Performance is largely random in the short term. Mean reversion is inevitable.

🎯 How to Practice

Don't chase last year's winners. Stick with your asset allocation.

🎙️ Master's Voice

Past performance is not a predictor of future performance.
Bogle showed that last year's winning funds rarely repeated. Chasing hot funds led to poor results.

⚔️ Practical Guide

✅ Decision Checklist

  • Am I chasing past performance?
  • Am I expecting repetition?
  • Is my approach forward-looking?

📋 Action Steps

  1. Ignore past performance
  2. Don't chase hot funds
  3. Focus on costs and diversification

🚨 Warning Signs

  • Performance chasing
  • Expecting repetition
  • Backward-looking

⚠️ Common Pitfalls

Ignoring persistent skill in rare cases
Over-rotating to losers

📚 Case Studies

1
Vanguard 500 vs.

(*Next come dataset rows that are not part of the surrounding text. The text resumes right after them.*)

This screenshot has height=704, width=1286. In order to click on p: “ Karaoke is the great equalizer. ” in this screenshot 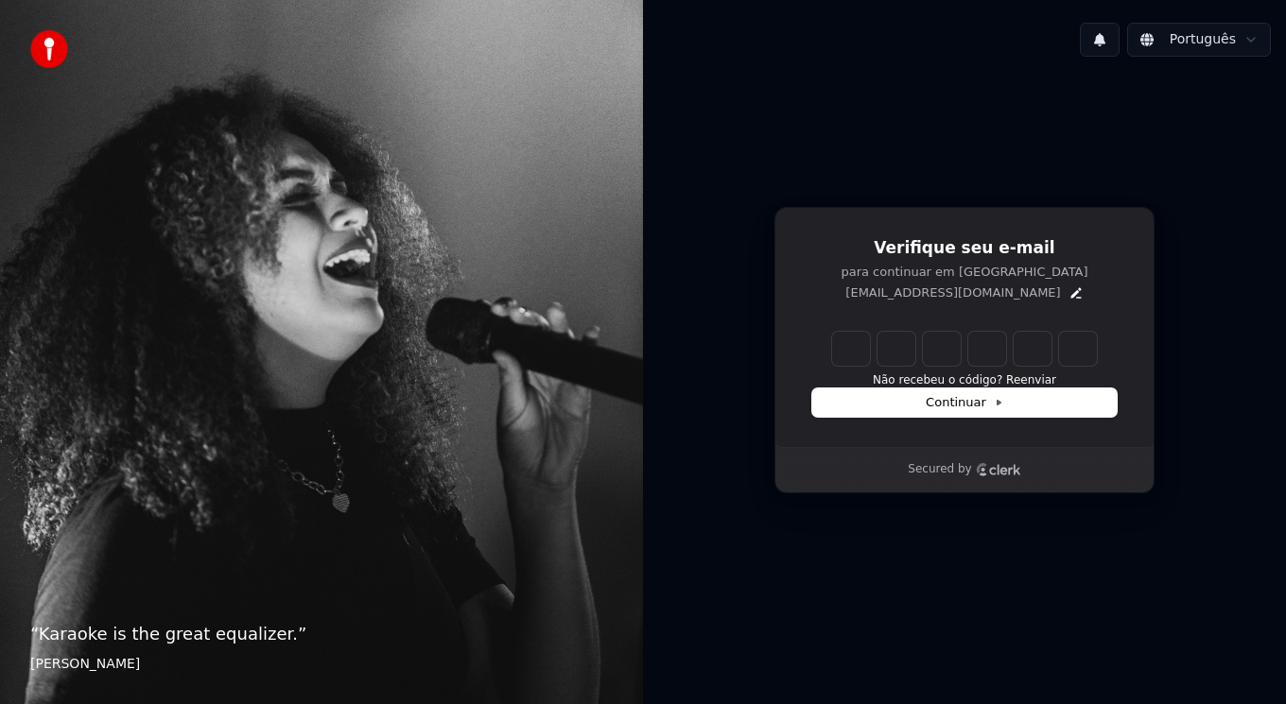, I will do `click(321, 634)`.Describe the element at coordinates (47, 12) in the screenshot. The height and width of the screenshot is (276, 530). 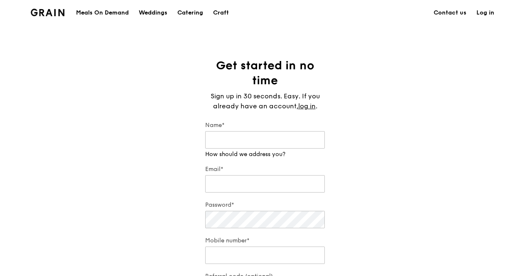
I see `img: Grain` at that location.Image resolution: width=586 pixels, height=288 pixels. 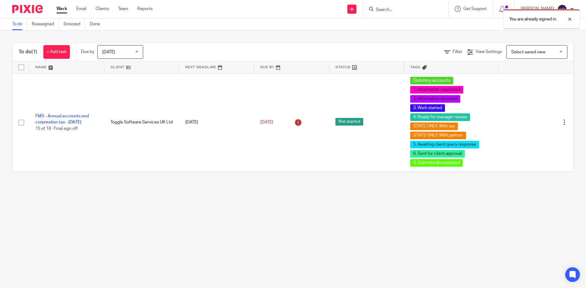 What do you see at coordinates (436, 163) in the screenshot?
I see `span: 8. Submitted/completed` at bounding box center [436, 163].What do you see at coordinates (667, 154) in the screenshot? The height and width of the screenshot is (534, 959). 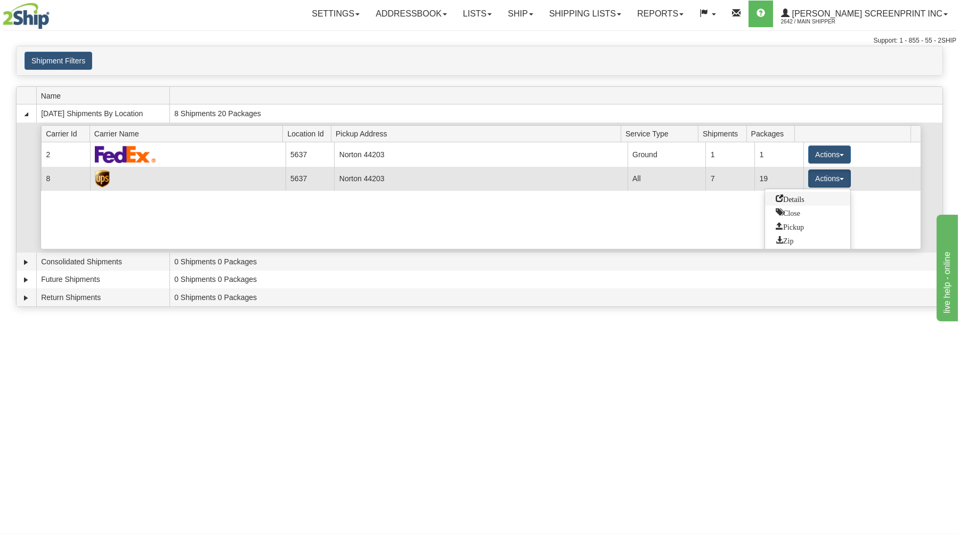 I see `td: Ground` at bounding box center [667, 154].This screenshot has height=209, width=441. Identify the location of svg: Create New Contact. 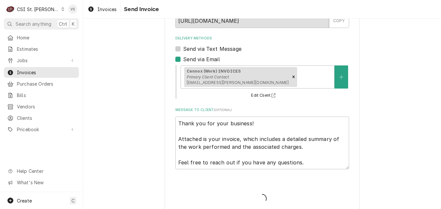
(341, 77).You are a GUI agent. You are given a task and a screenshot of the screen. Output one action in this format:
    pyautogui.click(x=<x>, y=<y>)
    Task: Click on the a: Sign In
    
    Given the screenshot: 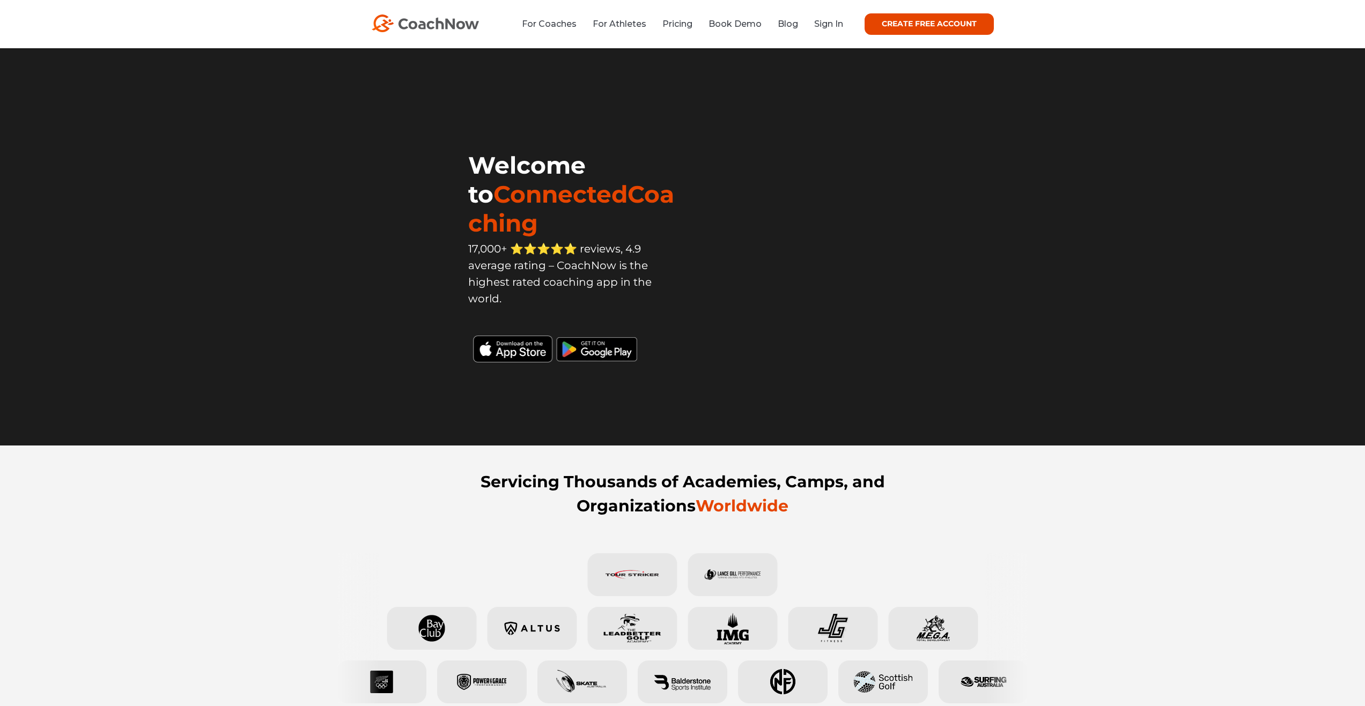 What is the action you would take?
    pyautogui.click(x=829, y=24)
    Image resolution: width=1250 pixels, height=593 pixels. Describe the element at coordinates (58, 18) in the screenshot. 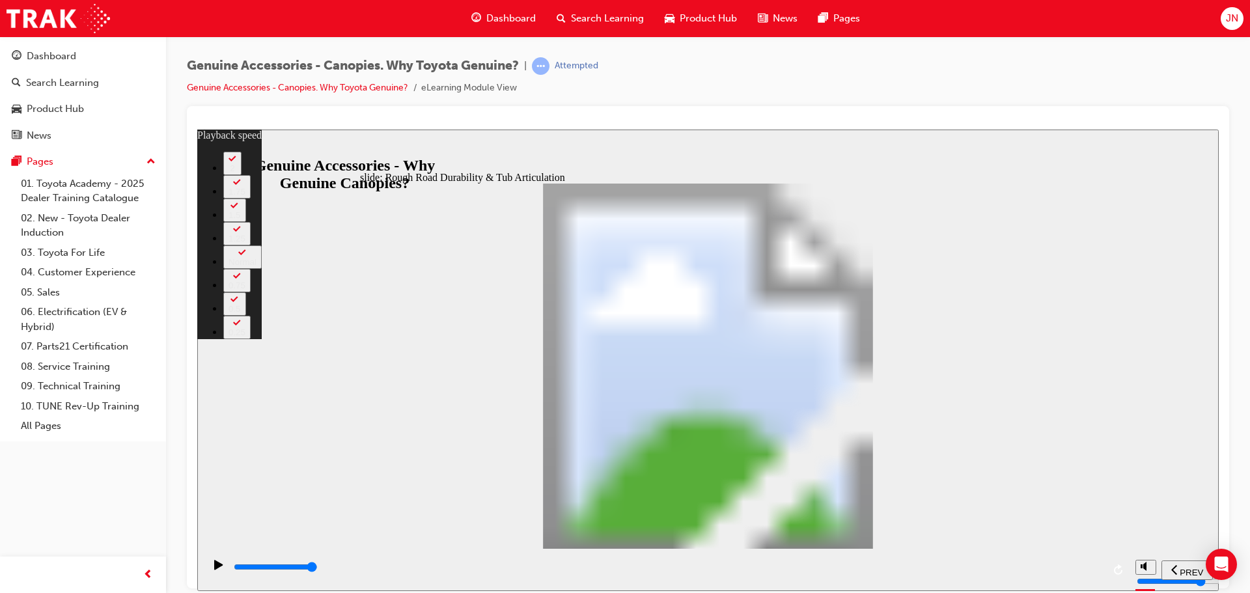

I see `img: Trak` at that location.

Janus Twenty in the Tech Bubble (2000)
In the late 1990s, Janus Twenty, a concentrated growth fund heavy in tech, dramatically outperformed the broad-market Vanguard 500 Index Fund. Investors poured billions into Janus based on its stellar recent returns, while the plain-vanilla index fund looked dull and lagging.
✨ Outcome:After the 2000–2002 tech crash, Janus Twenty’s performance collapsed and badly trailed the S&P 500 over the full cycle. The once-mediocre index fund pulled ahead, illustrating Bogle’s point that hot funds often cool and revert toward market averages.
2
Emerging Markets Funds After 2003–2007 Boom (2008)
From 2003–2007, emerging markets equity funds (e.g., Templeton and Fidelity EM funds) vastly outpaced U.S. stock index funds. Their 30%+ annualized gains attracted heavy inflows, while U.S. broad-market index funds appeared comparatively sluggish and unexciting.
✨ Outcome:In 2008, emerging markets plunged more than U.S. stocks, and their subsequent decade-long returns lagged the S&P 500. Late-arriving investors who chased the prior outperformance fared poorly, reinforcing that sector and regional leaders often revert toward the long-run global equity mean.